ESMitter (read: E-S-Emitter; a pun on ESM + emitter) is an event emitter compatible with Node.js, Deno and modern browsers. It is a fork of EventEmitter3, but natively TypeScript, ESM-only and with more modern tooling. The complete codebase has been converted to TypeScript and EcmaScript module syntax (ESM). ESMitter is currently less performant than EventEmitter3, but still fast with millions of operations per second.
npm install --save esm-itter
After installation the only thing you need to do is import the module and use it as a parent class. One of the main features of ESMitter (beside being ESM-only) is that it is strongly typed, so you will need to provide type definitions for your events. Here is a simple example:
import { ESMitter, type ESMitterEvent } from "esm-itter";
class MyClass extends ESMitter<{
success: ESMitterEvent<[{ foo: string; bar: string }]>;
error: ESMitterEvent<[number, string]>;
}> {}
const instance = new MyClass();
// Attach event listener
instance.on("success", ({ foo, bar }) => {
/* [...] */
});
deno add jsr:@tillsanders/esm-itter
After installation the only thing you need to do is import the module and use it as a parent class. One of the main features of ESMitter (beside being ESM-only) is that it is strongly typed, so you will need to provide type definitions for your events. Here is a simple example:
import { ESMitter, type ESMitterEvent } from "@tillsanders/esm-itter";
class MyClass extends ESMitter<{
success: ESMitterEvent<[{ foo: string; bar: string }]>;
error: ESMitterEvent<[number, string]>;
}> {}
const instance = new MyClass();
// Attach event listener
instance.on("success", ({ foo, bar }) => {
/* [...] */
});
This module is well tested. You can run:
-
npm test
to run the tests under Node.js. -
npm run coverage
to run the tests and generate a coverage report.

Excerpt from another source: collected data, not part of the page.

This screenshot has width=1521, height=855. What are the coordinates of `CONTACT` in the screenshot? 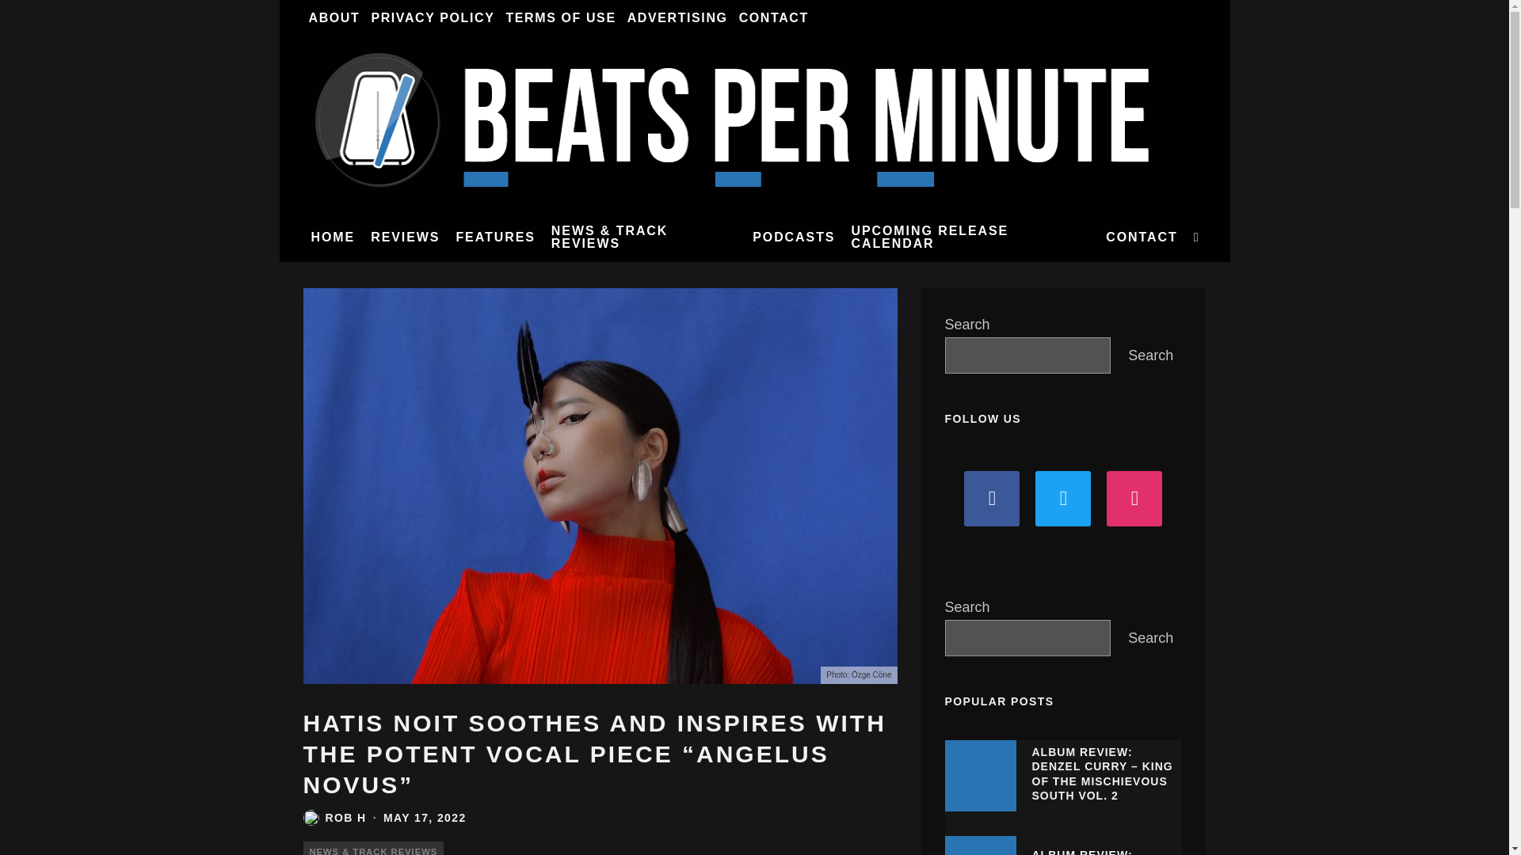 It's located at (773, 18).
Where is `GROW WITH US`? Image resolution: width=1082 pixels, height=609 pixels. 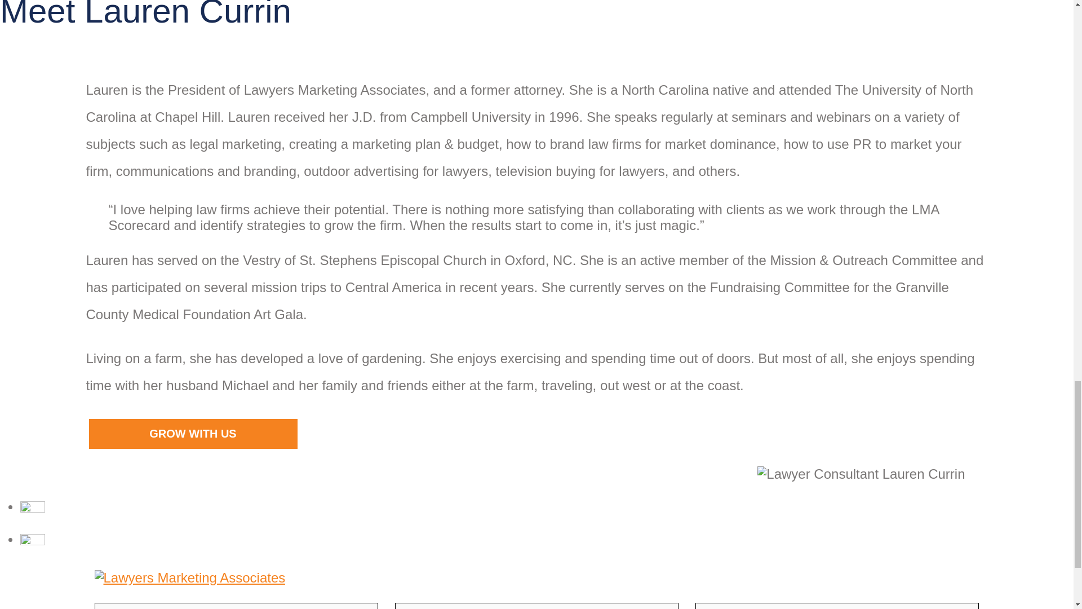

We also have a set of benchmarks to compare EventEmitter3 with some available
alternatives. To run the benchmarks run npm run benchmark
.
Tests and benchmarks are not included in the npm package. If you want to play
with them you have to clone the GitHub repository.
Note that you will have to run an additional npm i
in the benchmarks folder
before npm run benchmark
.
- The
listenerCount()
method requires an event name as the first argument and will thus not return the number of listeners for all events combined.
This library has been tested using unit tests and has achieved excellent code coverage. It is being used in production and is considered stable. Contributions are welcome to improve any aspect of the library, including performance, documentation, and features.
This module is licensed under MIT.
It is a fork of the wonderful EventEmitter3 by Arnout Kazemier and has been converted to TypeScript and ESM by Till Sanders. For ES3 and CommonJS support, as well as superior performance, please use EventEmitter3.